List of Famous people named Peter
Peter Martyn
Peter Julian Eymard
Peter Julian Eymard was a French Catholic priest and founder of two religious institutes: the Congregation of the Blessed Sacrament for men and the Servants of the Blessed Sacrament for women. Eymard entered the novitiate of the Oblates of Mary Immaculate in June 1829. His first attempt as a seminarian ended because of serious illness. Throughout his life, Eymard suffered from poor health, particularly ‘weakness of the lungs’ and migraine headaches.
Peter Philipp von Dernbach
Peter Philipp von Dernbach (1619–1683) was the Prince-Bishop of Bamberg from 1672 to 1683 and Prince-Bishop of Würzburg from 1675 to 1683.
Peter of Corbeil
Peter of Corbeil, born at Corbeil, was a preacher and canon of Notre Dame de Paris, a scholastic philosopher and master of theology at the University of Paris, ca 1189. He is remembered largely because his aristocratic student Lotario de' Conti became pope as Innocent III. In 1198 Innocent appointed him to the sinecures of prebendary and archdeacon of York.
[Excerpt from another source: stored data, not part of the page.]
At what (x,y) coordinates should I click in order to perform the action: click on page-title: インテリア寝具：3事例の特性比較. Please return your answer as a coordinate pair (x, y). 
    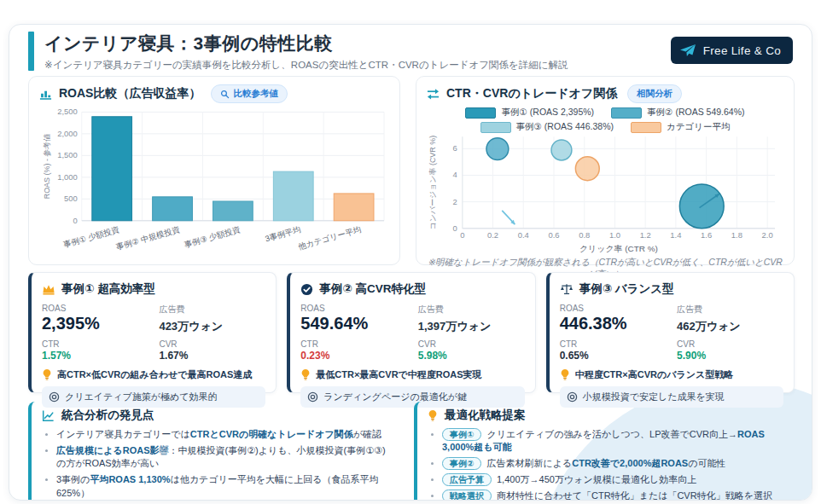
    Looking at the image, I should click on (306, 43).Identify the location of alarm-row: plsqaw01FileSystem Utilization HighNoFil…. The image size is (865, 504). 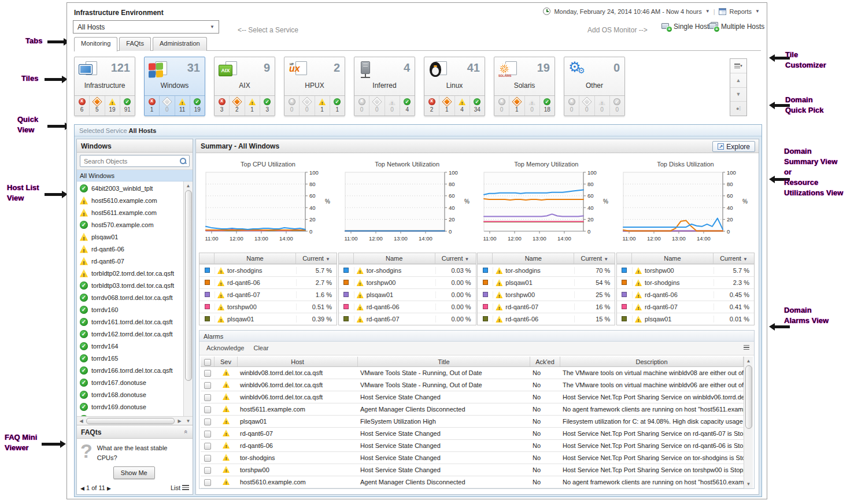
(472, 422). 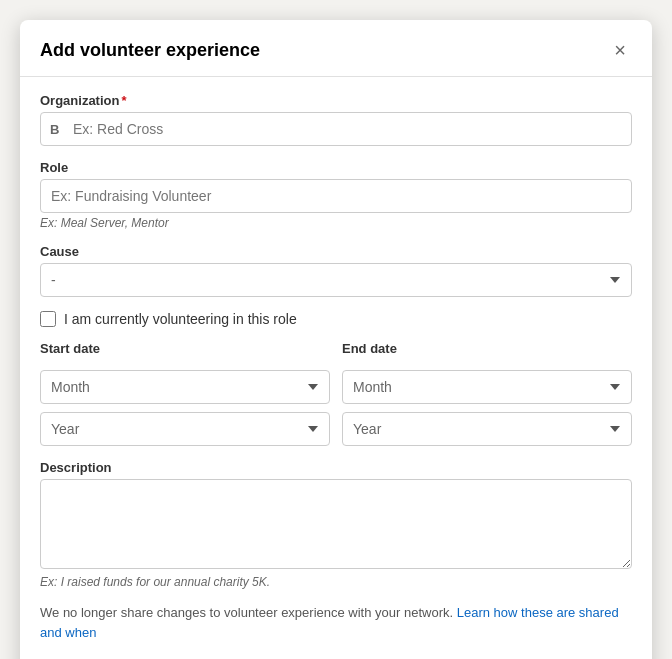 What do you see at coordinates (336, 48) in the screenshot?
I see `modal-header: Add volunteer experience ×` at bounding box center [336, 48].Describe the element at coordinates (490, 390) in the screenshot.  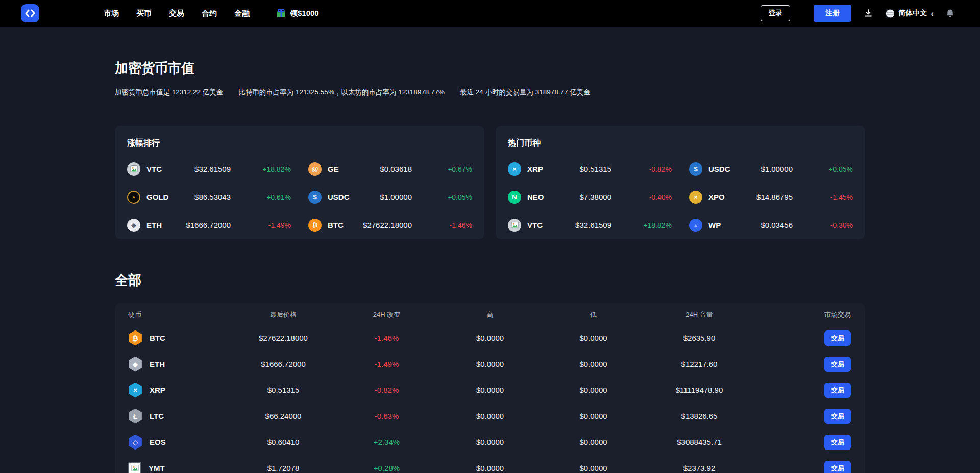
I see `table-row: × XRP $0.51315 -0.82% $0.0000 $0.0000 $1…` at that location. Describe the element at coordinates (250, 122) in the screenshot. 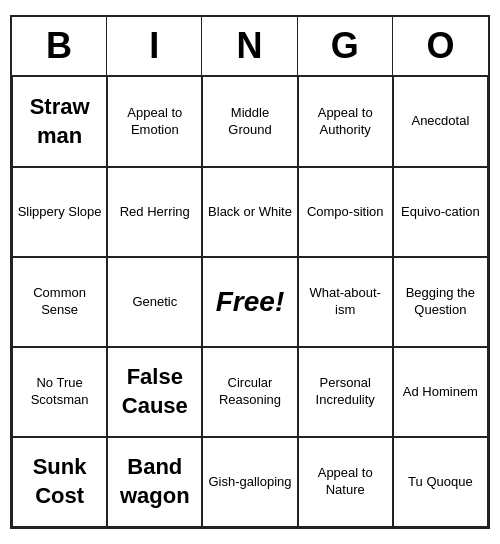

I see `bingo-cell-2: Middle Ground` at that location. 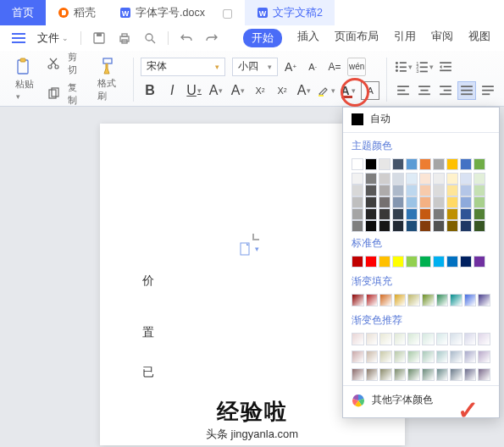 I want to click on tab-restore-icon: ▢, so click(x=227, y=13).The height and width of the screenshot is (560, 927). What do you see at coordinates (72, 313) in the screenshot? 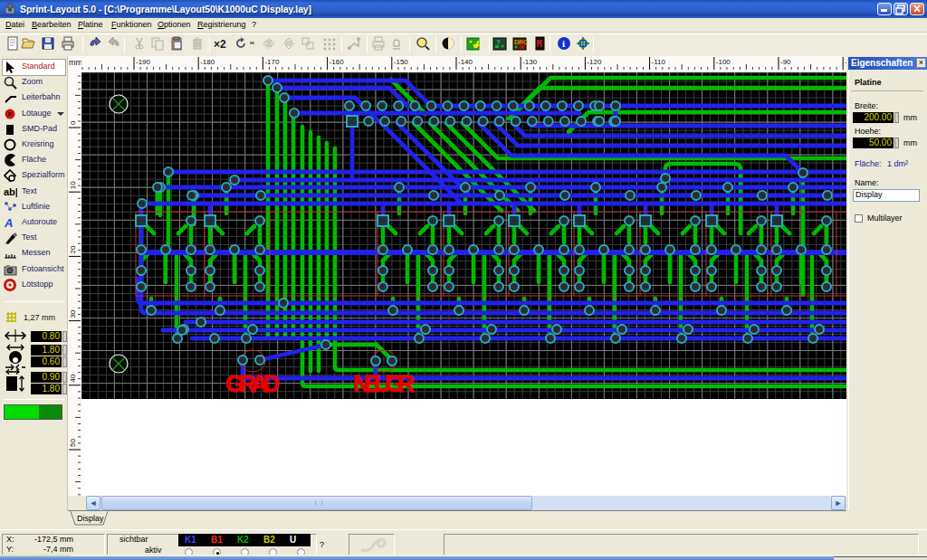
I see `svg-text: 30` at bounding box center [72, 313].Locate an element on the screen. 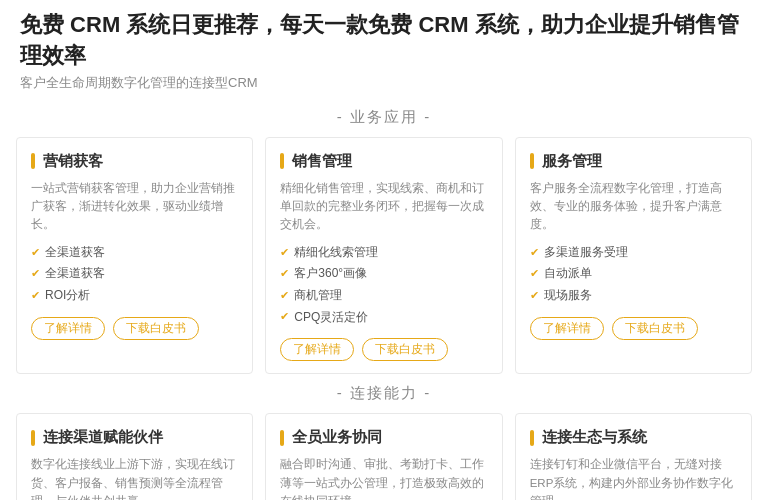  card-sales: 销售管理 精细化销售管理，实现线索、商机和订单回款的完整业务闭环，把握每一次成交… is located at coordinates (384, 256).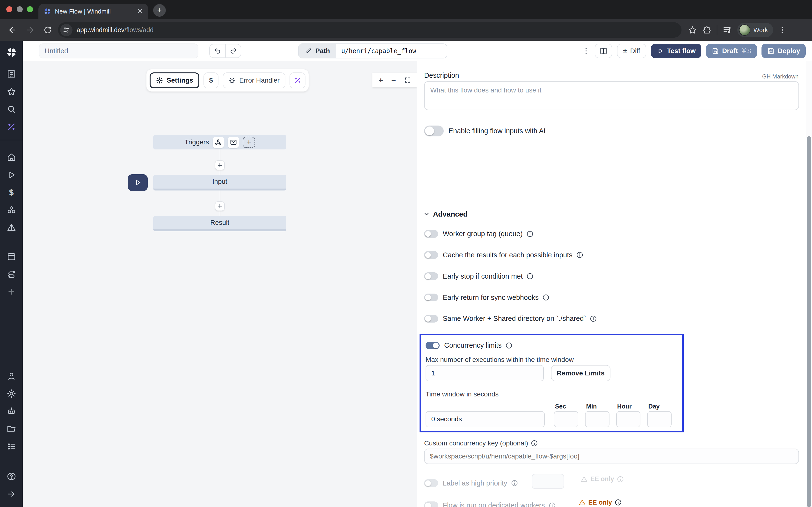 Image resolution: width=812 pixels, height=507 pixels. What do you see at coordinates (586, 51) in the screenshot?
I see `more-options-kebab-icon` at bounding box center [586, 51].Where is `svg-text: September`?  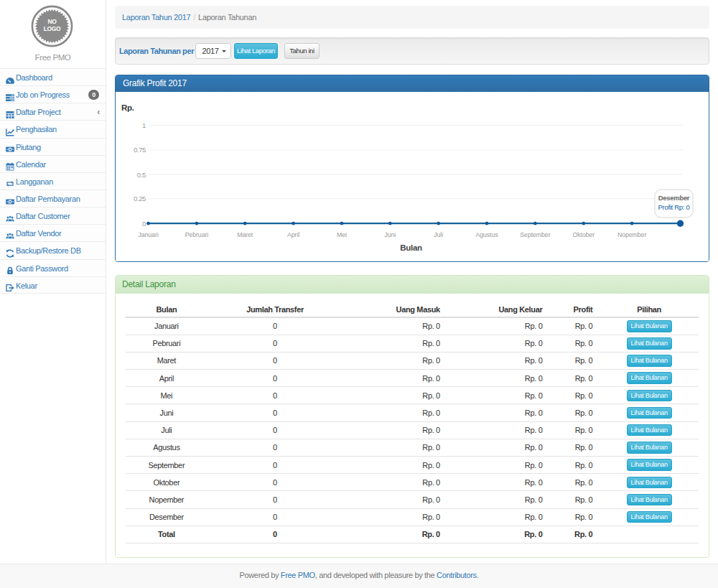 svg-text: September is located at coordinates (535, 235).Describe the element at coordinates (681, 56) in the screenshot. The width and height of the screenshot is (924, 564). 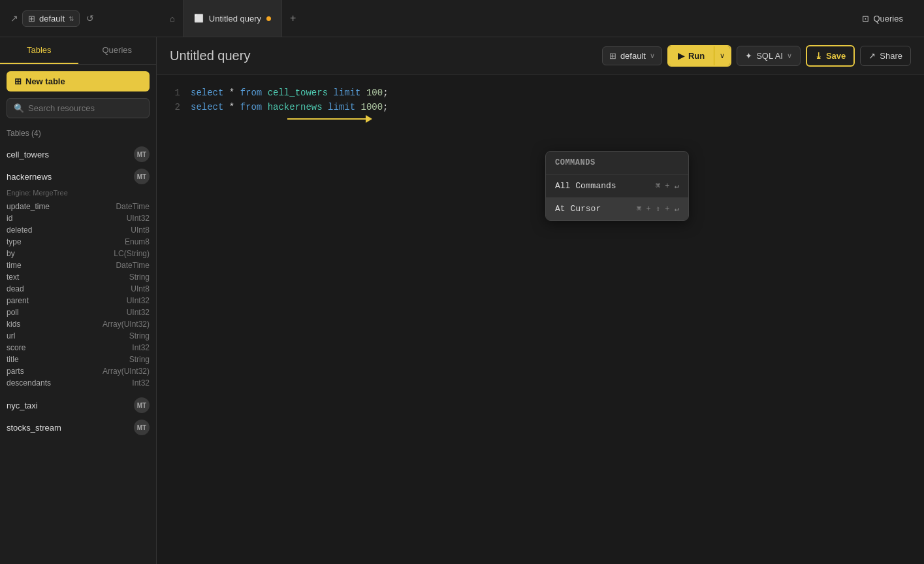
I see `play-icon: ▶` at that location.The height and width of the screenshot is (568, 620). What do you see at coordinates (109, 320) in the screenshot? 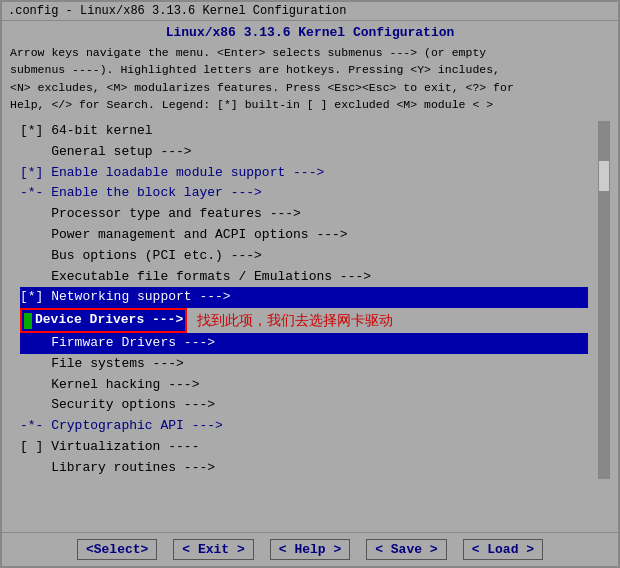
I see `device-drivers-label: Device Drivers --->` at bounding box center [109, 320].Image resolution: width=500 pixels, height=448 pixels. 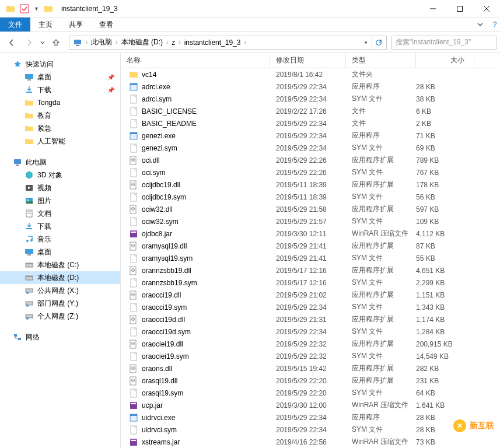 I want to click on file-row: oraociei19.sym 2019/5/29 22:32 SYM 文件 14…, so click(x=310, y=356).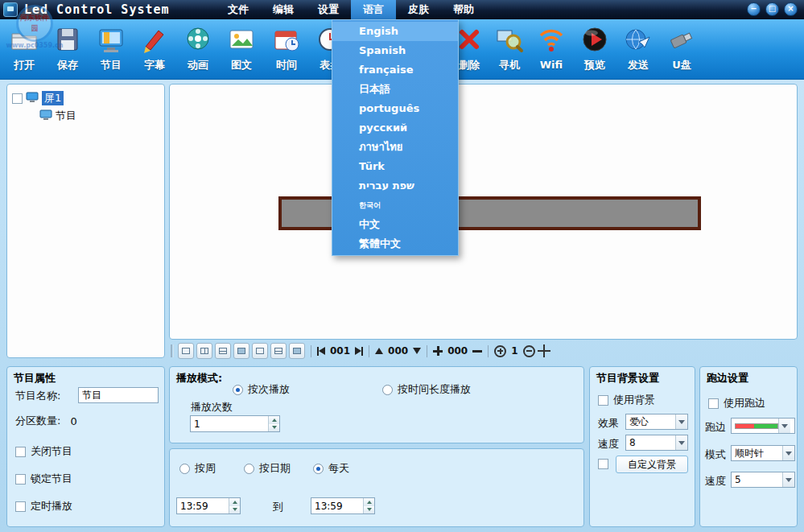  Describe the element at coordinates (388, 390) in the screenshot. I see `by-duration-radio` at that location.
The following year Innocent raised his former master to the see of Cambrai, an immensely important diocese with a jurisdiction that covered Flanders. Peter became Archbishop of Sens in 1200. His interest in the intellectual life of Paris was undiminished: in 1210 he convoked a council at Paris that forbade the teaching, whether in public or privately, of the recently rediscovered Natural Philosophy of Aristotle and the recently translated commentaries on Aristotle of Averroës, texts which were beginning to revolutionize the medieval approach to logical thinking, At the same time the council consigned to the public flames a work of David of Dinant that had been circulated since the end of the century, De Tomis, id est de Divisionibus, which proposed that God is the matter which constitutes the inmost core of things, a form of pantheism that was condemned by Albert the Great and Thomas Aquinas.
Peter Everard Buckworth
Peter Birch-Reichenwald
Peter Birch-Reichenwald was a Norwegian politician for the Conservative Party.
Peter Grant-Peterkin
Peter Waage
Peter Waage was a Norwegian chemist and professor. He was a professor of chemistry at the University of Kristiania. Along with his brother-in-law Cato Maximilian Guldberg, he co-discovered and developed the law of mass action between 1864 and 1879.
Peter Olivi
Peter John Olivi, also Pierre de Jean Olivi or Petrus Joannis Olivi, was a French Franciscan theologian and philosopher who, although he died professing the faith of the Roman Catholic Church, remained a controversial figure in the arguments surrounding poverty at the beginning of the 14th century. In large part, this was due to his view that the Franciscan vow of poverty also entailed usus pauper. While contemporary Franciscans generally agreed that usus pauper was important to the Franciscan way of life, they disagreed that it was part of their vow of poverty. His support of the rigorous view of ecclesiastical poverty played a part in the ideology of the groups coming to be known as the Spiritual Franciscans or Fraticelli.